Thursday, October 26, 2006

What if Democrats Win? Spotlight on Taxes


By Martin Vaughan, CongressDaily© National Journal Group Inc.Wednesday, Oct. 18, 2006
This is the third in a series of articles exploring the impact on key committees and issues if Democrats win control of the House and Senate in November’s elections.
Democrats are stressing that, if given control of the House or Senate, they will seek to work with Republicans to improve the tax code in areas where there is bipartisan support for change -- for instance, on making the research and development tax credit permanent or in reining in the alternative minimum tax. “We need to pick some issues initially where we can come together and build trust,” said a senior House Democratic tax aide. In doing so, they hope to deflect attention away from GOP charges that Democrats would make wholesale changes like reversing some of the tax cuts passed in Bush’s first term. This is in part tactical -- Republicans in the run-up to Nov. 7 have been getting lots of mileage out of the bogeyman of coming Democratic tax increases.
Over the past several years, House Republican leaders have turned back a host of proposals passed by the Senate that would have raised taxes on specific industries by closing what Democrats say are loopholes in the code.

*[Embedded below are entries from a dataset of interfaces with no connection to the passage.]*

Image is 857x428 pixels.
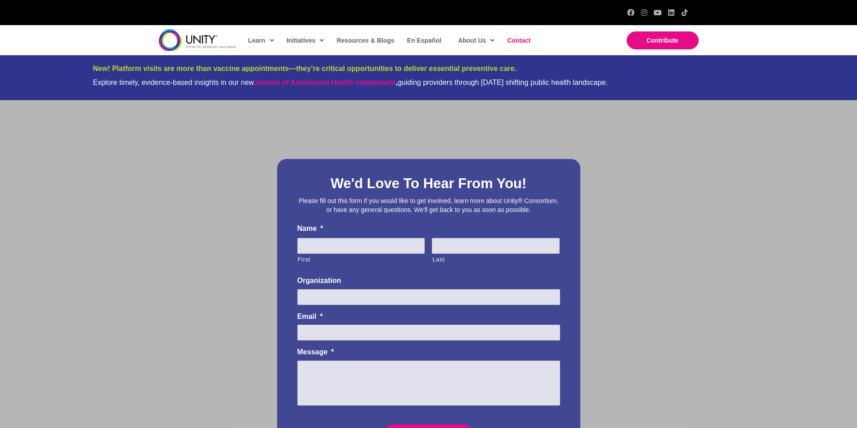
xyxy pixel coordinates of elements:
[254,79,397,86] strong: ,
[332,30,397,51] a: Resources & Blogs
[458,34,494,47] span: About Us
[681,9,688,16] a: TikTok
[330,176,526,192] span: We'd Love To Hear From You!
[626,31,698,49] a: Contribute
[297,224,560,234] label: Name
[640,9,647,16] a: Instagram
[654,9,661,16] a: YouTube
[402,30,445,51] a: En Español
[297,348,560,357] label: Message
[297,312,560,322] label: Email
[336,37,394,44] span: Resources & Blogs
[254,79,396,86] a: Journal of Adolescent Health supplement
[453,30,498,51] a: About Us
[248,34,274,47] span: Learn
[507,37,530,44] span: Contact
[667,9,674,16] a: LinkedIn
[297,277,560,286] label: Organization
[407,37,441,44] span: En Español
[159,29,236,51] img: unity-logo-dark
[93,65,517,72] span: New! Platform visits are more than vaccine appointments—they’re critical opportunities to deliver...
[432,254,559,265] label: Last
[502,30,534,51] a: Contact
[286,34,324,47] span: Initiatives
[297,197,560,214] p: Please fill out this form if you would like to get involved, learn more about Unity® Consortium, ...
[646,37,678,44] span: Contribute
[93,78,764,87] div: Explore timely, evidence-based insights in our new guiding providers through [DATE] shifting publ...
[627,9,634,16] a: Facebook
[298,254,425,265] label: First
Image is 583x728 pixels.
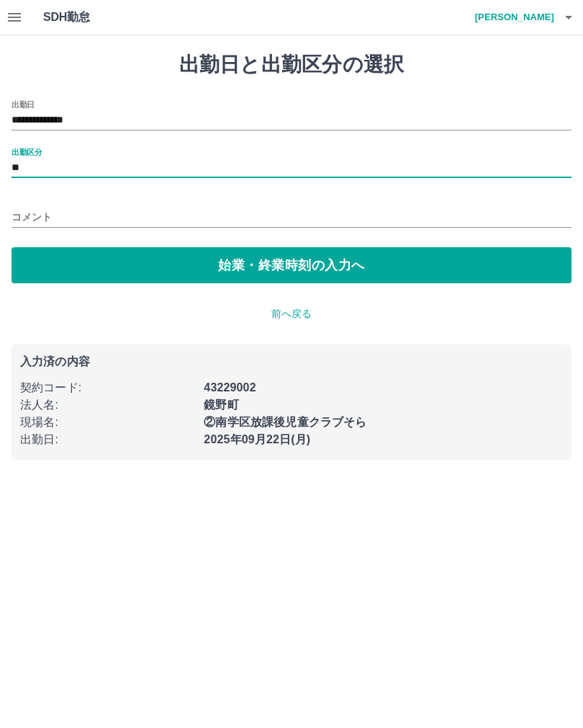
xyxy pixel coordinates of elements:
[204,381,255,393] b: 43229002
[12,306,572,321] p: 前へ戻る
[12,52,572,77] h1: 出勤日と出勤区分の選択
[204,398,239,411] b: 鏡野町
[20,431,195,449] p: 出勤日 :
[204,433,311,446] b: 2025年09月22日(月)
[20,396,195,414] p: 法人名 :
[12,248,572,283] button: 始業・終業時刻の入力へ
[12,99,35,110] label: 出勤日
[20,356,563,367] p: 入力済の内容
[20,379,195,396] p: 契約コード :
[12,147,42,157] label: 出勤区分
[20,414,195,431] p: 現場名 :
[204,416,366,428] b: ②南学区放課後児童クラブそら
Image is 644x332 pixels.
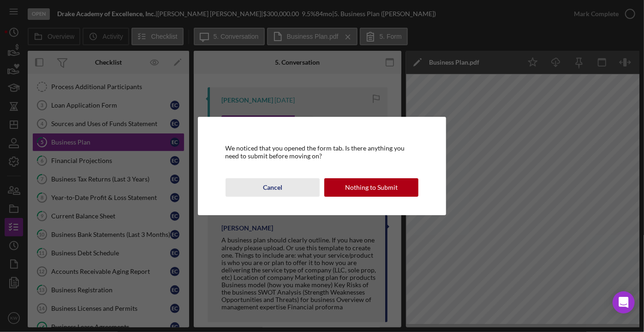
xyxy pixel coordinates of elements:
div: Open Intercom Messenger [613,291,635,313]
div: We noticed that you opened the form tab. Is there anything you need to submit before moving on? [226,145,419,160]
button: Cancel [226,178,320,197]
div: Nothing to Submit [345,178,398,197]
button: Nothing to Submit [324,178,418,197]
div: Cancel [263,178,283,197]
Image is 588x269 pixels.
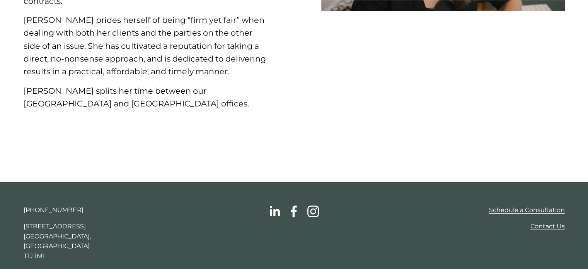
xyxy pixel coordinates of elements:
p: [PERSON_NAME] splits her time between our [GEOGRAPHIC_DATA] and [GEOGRAPHIC_DATA] offices. [24,84,267,110]
a: facebook-unauth [288,205,300,217]
p: [STREET_ADDRESS] [GEOGRAPHIC_DATA], [GEOGRAPHIC_DATA] T1J 1M1 [24,221,149,260]
a: Instagram [307,205,319,217]
a: linkedin-unauth [268,205,281,217]
p: [PHONE_NUMBER] [24,205,149,215]
a: Contact Us [530,221,564,231]
a: Schedule a Consultation [488,205,564,215]
p: [PERSON_NAME] prides herself of being “firm yet fair” when dealing with both her clients and the ... [24,14,267,78]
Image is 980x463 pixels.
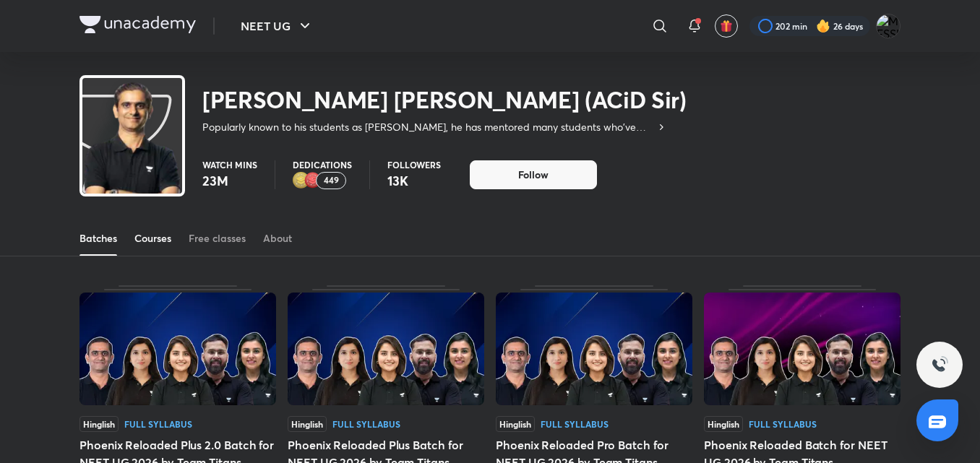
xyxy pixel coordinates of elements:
[263,232,292,246] div: About
[720,19,733,33] img: avatar
[79,15,196,33] img: Company Logo
[203,160,258,169] p: Watch mins
[388,172,441,189] p: 13K
[704,417,743,432] span: Hinglish
[496,292,693,405] img: Thumbnail
[470,160,597,189] button: Follow
[203,120,656,134] p: Popularly known to his students as [PERSON_NAME], he has mentored many students who've obtained r...
[79,221,117,256] a: Batches
[496,417,535,432] span: Hinglish
[287,417,327,432] span: Hinglish
[333,420,400,428] div: Full Syllabus
[304,172,321,189] img: educator badge1
[518,168,549,182] span: Follow
[134,232,172,246] div: Courses
[189,232,246,246] div: Free classes
[541,420,609,428] div: Full Syllabus
[324,176,339,186] p: 449
[79,292,276,405] img: Thumbnail
[124,420,192,428] div: Full Syllabus
[79,417,119,432] span: Hinglish
[749,420,817,428] div: Full Syllabus
[82,81,182,227] img: class
[287,292,484,405] img: Thumbnail
[203,85,687,114] h2: [PERSON_NAME] [PERSON_NAME] (ACiD Sir)
[388,160,441,169] p: Followers
[203,172,258,189] p: 23M
[134,221,172,256] a: Courses
[292,160,352,169] p: Dedications
[704,292,901,405] img: Thumbnail
[292,172,310,189] img: educator badge2
[232,12,322,41] button: NEET UG
[931,356,948,373] img: ttu
[263,221,292,256] a: About
[79,15,196,37] a: Company Logo
[79,232,117,246] div: Batches
[189,221,246,256] a: Free classes
[876,14,901,39] img: MESSI
[816,18,830,33] img: streak
[715,14,738,38] button: avatar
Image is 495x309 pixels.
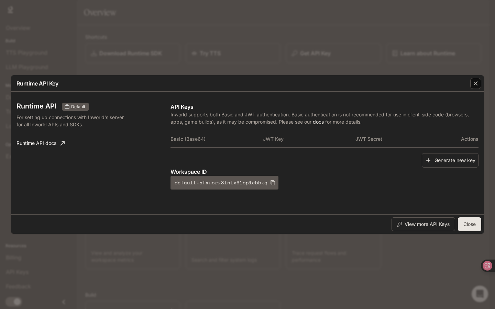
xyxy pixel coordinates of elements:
[170,168,478,176] p: Workspace ID
[263,131,355,147] th: JWT Key
[68,104,88,110] span: Default
[355,131,448,147] th: JWT Secret
[170,103,478,111] p: API Keys
[447,131,478,147] th: Actions
[16,114,128,128] p: For setting up connections with Inworld's server for all Inworld APIs and SDKs.
[170,176,278,190] button: default-5fxuorx8lnlx61cp1ebbkq
[170,131,263,147] th: Basic (Base64)
[16,79,58,88] p: Runtime API Key
[458,217,481,231] button: Close
[170,111,478,125] p: Inworld supports both Basic and JWT authentication. Basic authentication is not recommended for u...
[391,217,455,231] button: View more API Keys
[62,103,89,111] div: These keys will apply to your current workspace only
[14,136,67,150] a: Runtime API docs
[313,119,324,125] a: docs
[421,153,478,168] button: Generate new key
[16,103,56,110] h3: Runtime API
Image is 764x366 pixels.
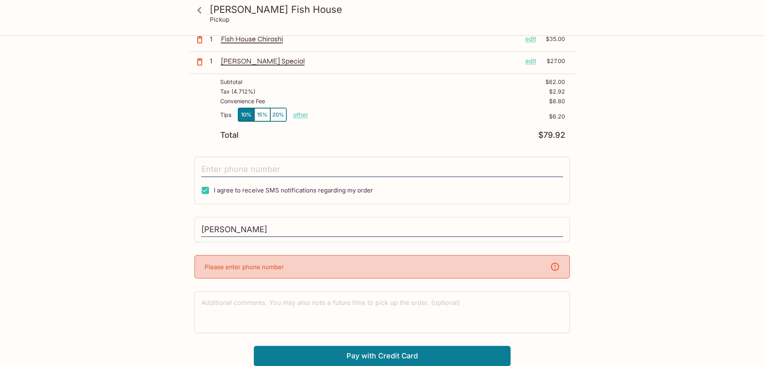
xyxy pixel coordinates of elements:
[293,111,309,118] button: other
[220,131,239,139] p: Total
[549,88,565,95] p: $2.92
[546,79,565,85] p: $62.00
[526,57,537,65] p: edit
[201,162,563,177] input: Enter phone number
[220,112,232,118] p: Tips
[539,131,565,139] p: $79.92
[210,16,230,23] p: Pickup
[238,108,254,121] button: 10%
[526,35,537,43] p: edit
[541,35,565,43] p: $35.00
[220,98,265,104] p: Convenience Fee
[220,88,256,95] p: Tax ( 4.712% )
[201,222,563,237] input: Enter first and last name
[541,57,565,65] p: $27.00
[254,346,511,366] button: Pay with Credit Card
[214,186,373,194] span: I agree to receive SMS notifications regarding my order
[220,79,242,85] p: Subtotal
[210,57,218,65] p: 1
[309,113,565,120] p: $6.20
[210,3,569,16] h3: [PERSON_NAME] Fish House
[205,263,284,270] p: Please enter phone number
[254,108,270,121] button: 15%
[221,57,519,65] p: [PERSON_NAME] Special
[221,35,519,43] p: Fish House Chirashi
[270,108,287,121] button: 20%
[549,98,565,104] p: $8.80
[210,35,218,43] p: 1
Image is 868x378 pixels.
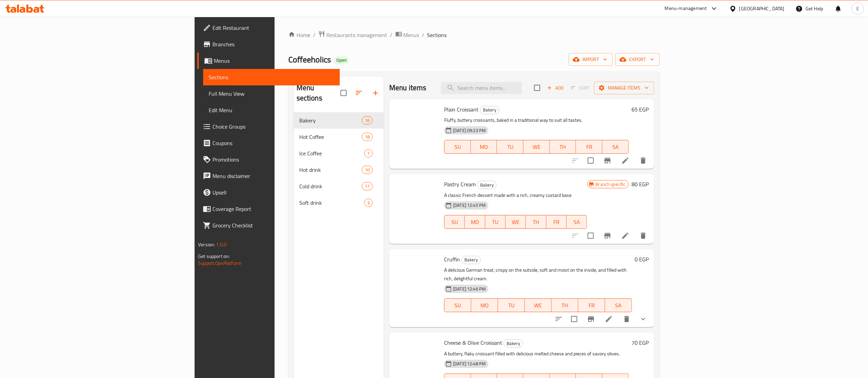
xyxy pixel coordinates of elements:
button: MO [465,215,485,229]
button: TH [551,298,578,312]
span: FR [579,142,600,152]
button: Branch-specific-item [599,153,616,169]
p: A delicious German treat, crispy on the outside, soft and moist on the inside, and filled with ri... [444,266,632,283]
span: 18 [362,134,372,140]
svg: Show Choices [639,315,648,323]
a: Coverage Report [197,201,340,218]
div: Hot Coffee18 [293,129,384,145]
span: Select to update [567,312,581,327]
span: Bakery [299,116,362,124]
button: FR [546,215,567,229]
span: Version: [198,240,215,249]
span: [DATE] 12:45 PM [450,202,489,209]
span: Bakery [480,106,499,114]
span: Select to update [583,228,598,243]
a: Restaurants management [318,30,387,40]
button: SU [444,140,471,154]
button: SA [605,298,632,312]
div: Open [334,56,349,64]
button: Add [544,82,567,93]
a: Support.OpsPlatform [198,259,241,267]
button: delete [635,228,651,244]
span: Hot drink [299,166,362,174]
span: TU [501,301,522,311]
span: Grocery Checklist [212,221,334,230]
span: FR [549,218,564,227]
span: TH [554,301,575,311]
p: Fluffy, buttery croissants, baked in a traditional way to suit all tastes. [444,116,629,124]
span: TH [553,142,574,152]
span: 10 [362,167,372,173]
span: 17 [362,184,372,190]
span: [DATE] 12:46 PM [450,286,489,293]
a: Grocery Checklist [197,218,340,233]
span: import [574,55,607,64]
button: delete [619,311,635,327]
span: Bakery [504,340,523,348]
span: Menus [214,56,334,65]
a: Upsell [197,184,340,201]
span: Pastry Cream [444,179,476,189]
button: TU [498,298,525,312]
span: Branches [212,40,334,48]
button: export [615,53,660,66]
div: Hot drink10 [293,162,384,178]
span: Coverage Report [212,205,334,213]
span: TU [488,218,503,227]
div: Menu-management [665,4,707,13]
span: Sort sections [351,85,367,101]
span: Soft drink [299,199,364,207]
input: search [441,82,522,94]
button: Branch-specific-item [583,311,599,327]
button: Add section [367,85,384,101]
button: FR [576,140,602,154]
button: WE [505,215,526,229]
a: Edit menu item [622,157,629,165]
span: MO [474,301,495,311]
span: Cold drink [299,182,362,191]
span: Sections [209,73,334,82]
span: SU [447,142,468,152]
h6: 80 EGP [632,179,649,189]
button: SA [567,215,587,229]
span: Manage items [600,84,649,93]
div: Bakery [504,340,523,348]
h6: 0 EGP [635,254,649,265]
button: sort-choices [551,311,567,327]
div: Bakery [477,181,497,189]
button: SU [444,215,465,229]
button: MO [471,298,498,312]
a: Coupons [197,135,340,151]
span: 7 [364,150,372,157]
a: Branches [197,36,340,53]
span: TU [499,142,520,152]
div: Hot Coffee [299,133,362,141]
div: Bakery [480,106,499,114]
span: Ice Coffee [299,150,364,158]
a: Choice Groups [197,119,340,135]
span: E [856,5,859,12]
span: Bakery [478,181,497,189]
span: SA [605,142,626,152]
button: SA [602,140,629,154]
span: Select all sections [336,86,351,100]
button: TU [497,140,523,154]
a: Edit menu item [622,232,629,240]
div: [GEOGRAPHIC_DATA] [739,5,785,12]
span: FR [581,301,602,311]
span: Select to update [583,153,598,168]
div: items [364,150,373,158]
span: 16 [362,117,372,124]
span: Cheese & Olive Croissant [444,338,502,348]
button: import [569,53,613,66]
button: FR [578,298,605,312]
a: Edit Restaurant [197,20,340,36]
button: MO [471,140,497,154]
a: Sections [203,69,340,85]
span: Menus [403,31,419,39]
span: WE [528,301,549,311]
span: [DATE] 12:48 PM [450,361,489,367]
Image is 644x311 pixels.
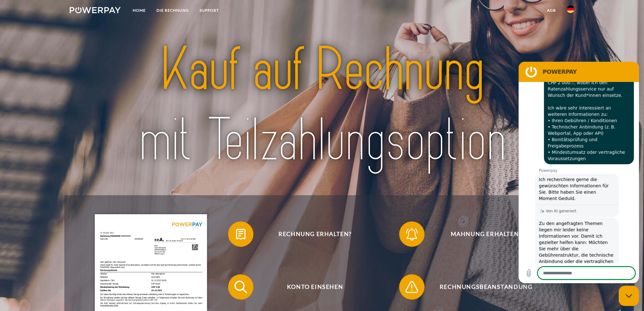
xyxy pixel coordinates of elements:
img: de [567,6,575,13]
img: qb_bell.svg [404,226,420,242]
span: Konto einsehen [237,274,393,300]
a: SUPPORT [195,5,224,16]
button: Rechnungsbeanstandung [399,274,564,300]
span: Rechnung erhalten? [237,221,393,247]
a: Home [127,5,151,16]
img: qb_warning.svg [404,279,420,295]
button: Konto einsehen [228,274,393,300]
iframe: Schaltfläche zum Öffnen des Messaging-Fensters; Konversation läuft [619,286,639,306]
iframe: Messaging-Fenster [519,61,639,283]
img: logo-powerpay-white.svg [70,7,121,13]
img: qb_search.svg [233,279,249,295]
a: DIE RECHNUNG [151,5,195,16]
img: qb_bill.svg [233,226,249,242]
img: title-powerpay_de.svg [95,31,550,179]
span: Rechnungsbeanstandung [408,274,564,300]
button: Rechnung erhalten? [228,221,393,247]
a: agb [542,5,562,16]
span: Mahnung erhalten? [408,221,564,247]
button: Mahnung erhalten? [399,221,564,247]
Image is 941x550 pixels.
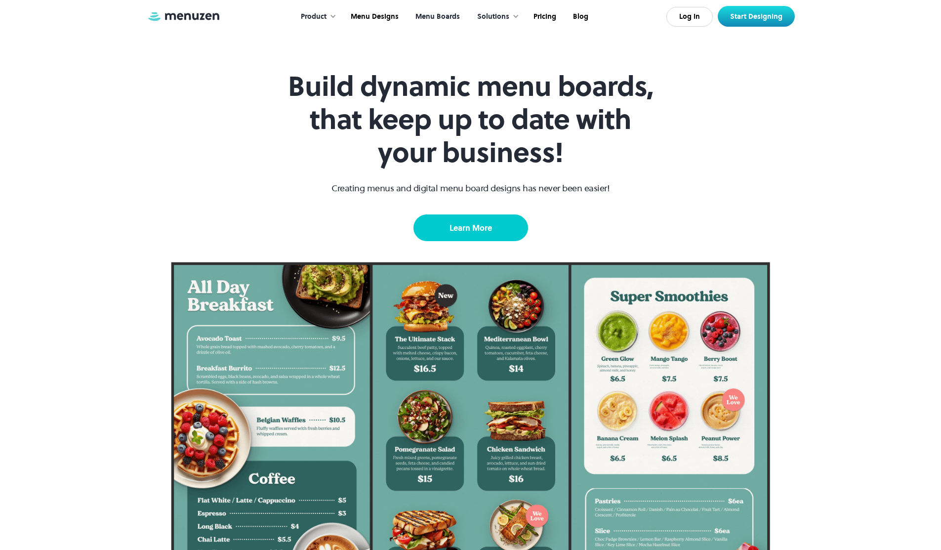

But it also reflects a recognition that if Democrats manage to take control of one or both chambers, they will be dealing with slim majorities and an unsympathetic White House. That means larger priorities like tax simplification and reform will be impossible without bipartisan cooperation, and makes the more partisan goal of rolling back tax cuts that expire in 2010 less likely.
“Let’s tackle tax cuts that people are in danger of losing right now,” said an aide to Senate Finance ranking member Max Baucus, D-Mont., noting that the one-year cost of extending taxpayer protections from the alternative minimum tax rises to $45 billion in 2007. House Ways and Means ranking member Charles Rangel, D-N.Y., has repeatedly stressed a desire to deal with the AMT problem on a permanent basis. And R&D tax credit permanency -- rather than the current practice of extending the research credit on a year-by-year basis -- remains a major goal for Baucus. Democrats will have other tax priorities they will want to pursue. In an Oct. 5 speech at Georgetown University, House Minority Leader Pelosi pledged to make the child tax credit more generous for lower-income families and “dramatically increase the tax deductibility of college tuition.”
But Democrats are pledging to return to pay-as-you-go budgeting rules, meaning all those initiatives will have to be offset by spending cuts or tax increases -- and therein lies the rub for the business community and anti-tax advocates. “All of us are going to be hanging onto our checkbooks and alerting our members to be very careful, because there will be an effort to find new sources of revenue,” said Jade West, senior vice president for government relations at the National Association of Wholesaler-Distributors.
Democratic aides said a Democratic majority would seek to offset some of that cost by tightening the “tax gap,” taxes that are owed but go uncollected each year, a figure estimated by the IRS to reach as high as $345 billion per year. But some Democratic sources would not rule out reversing the benefits of the Bush tax cuts for the wealthiest taxpayers before those tax cuts expire in 2010. House Democratic alternatives to GOP tax bills in recent years have proposed raising taxes on households with annual income over $500,000 per person.
“I can see that in the picture, because we’ve proposed that several times to pay for these things,” said one House Democratic tax aide. The aide also noted that the sooner such a change is enacted, the more revenue will be generated for goals like AMT relief, as the 2010 expiration of those tax cuts approaches.
But more fearsome for downtown lobbyists is the prospect of targeted tax increases affecting the oil and gas, financial services and other industry sectors. Over the past several years, Ways and Means Chairman Thomas and House Republican leaders have turned back a host of proposals passed by the Senate that would have raised taxes on specific industries by closing what Democrats say are loopholes in the code. A recent example is the one-time, $5 billion tax on oil inventories, known as the “last-in first-out,” or LIFO accounting change, some Democrats will likely seek to revive. Pelosi vowed to “repeal current tax incentives that serve to export American jobs overseas,” in the Georgetown speech.
“House Republicans under Thomas have been a thumb in the dike” with regard to such proposals, said West. “With the House in Democratic hands, one could expect a very different dynamic where offsets are concerned.”